What happens to uninsured people who need medical care? They go to the emergency department of their local hospital. Hospitals are required by law to treat people who come to the emergency department, regardless of their ability to pay. How can a hospital afford to do this? By jacking up the price for all the people who are able to pay -- those with insurance. So, insurance prices go up, meaning fewer people can pay for insurance. So those people go to the emergency room, driving prices even higher. By the way, the emergency room is the most expensive way to provide healthcare -- by far.
Let me add some ethical considerations into the equation. The United States is the only industrialized country that has uninsured people. Our infant mortality rates are higher and our life expectancy is lower than average for industrialized countries. Yet, we spend far more than any other country on healthcare. We are spending more than 15% of our gross domestic product on healthcare. The country that spends the next highest is Switzerland at 10%. So, we're paying more, and getting much less than any other country.
Universal healthcare has its problems. Certainly the plan offered by Clinton was very problematic, but there are other ways of looking at universal healthcare. There is no way to provide the best healthcare to everybody, everywhere. We must discriminate who gets healthcare. The two ways to discriminate in the world are by time and by money. In the USA, we've decided to discriminate by money. If you have money, you get healthcare. Every other nation in the world has decided to discriminate by time. If you want to see a doctor, it is free, but you might have to wait a few weeks or months. The ethical question is this -- Is healthcare a commodity like sofa or computer or car? Or is healthcare a right, like clean water and police protection? I believe healthcare should come to all people. It is a right-to-life issue. In the USA, we disagree.

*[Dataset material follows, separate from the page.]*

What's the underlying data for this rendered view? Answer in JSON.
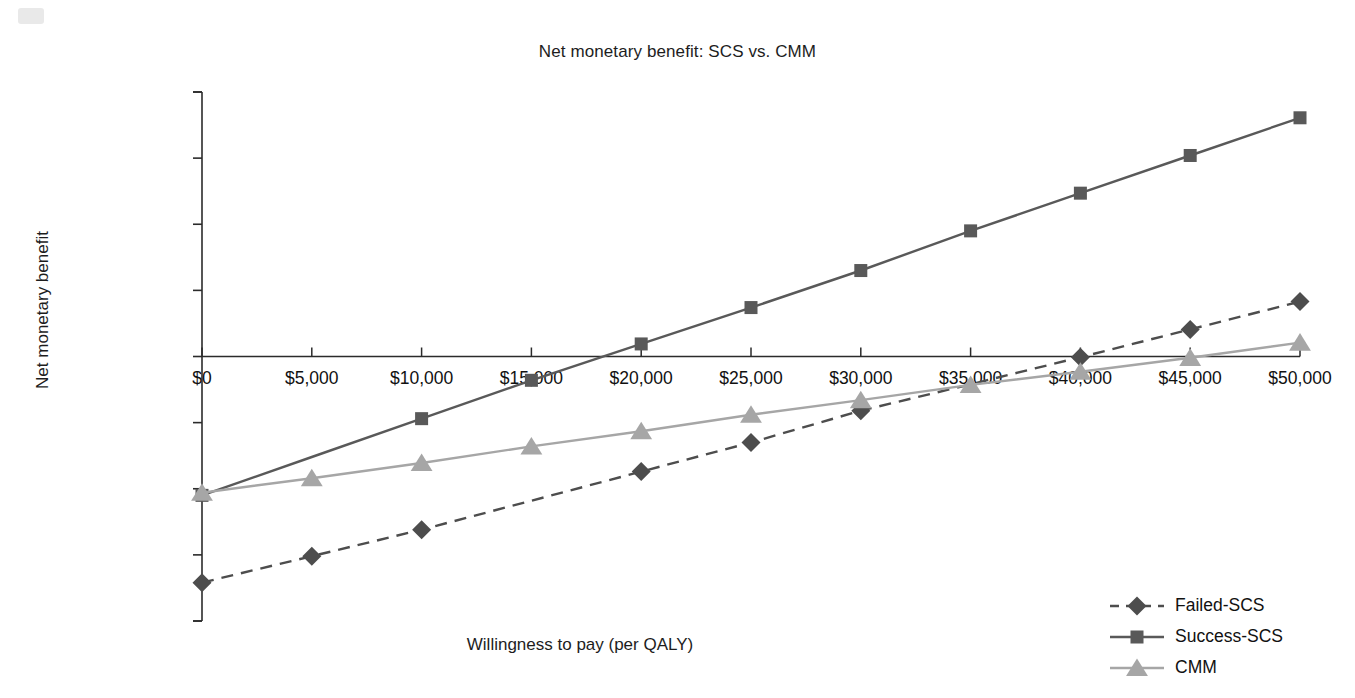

As it turns out, the USA is sicker than other countries -- perhaps injustice has its consquences.
Where do we go from here? I like the recent legislation in Maine. The state requires all companies of a certain size to provide affordable healthcare for all employees and their families, otherwise huge tax penalties. The tax penalties will then go to help pay for the healthcare of those company's employees. Basically, if you have a job, you and your family have healthcare. It's not universal healthcare, but it's getting closer, and is viable in a political atmosphere of supreme devotion to individualistic capitalism. We'll see how the debate continues.
These are pretty random thoughts. It occurs to me that I might think through the structure of these thoughts better and write an essay about it.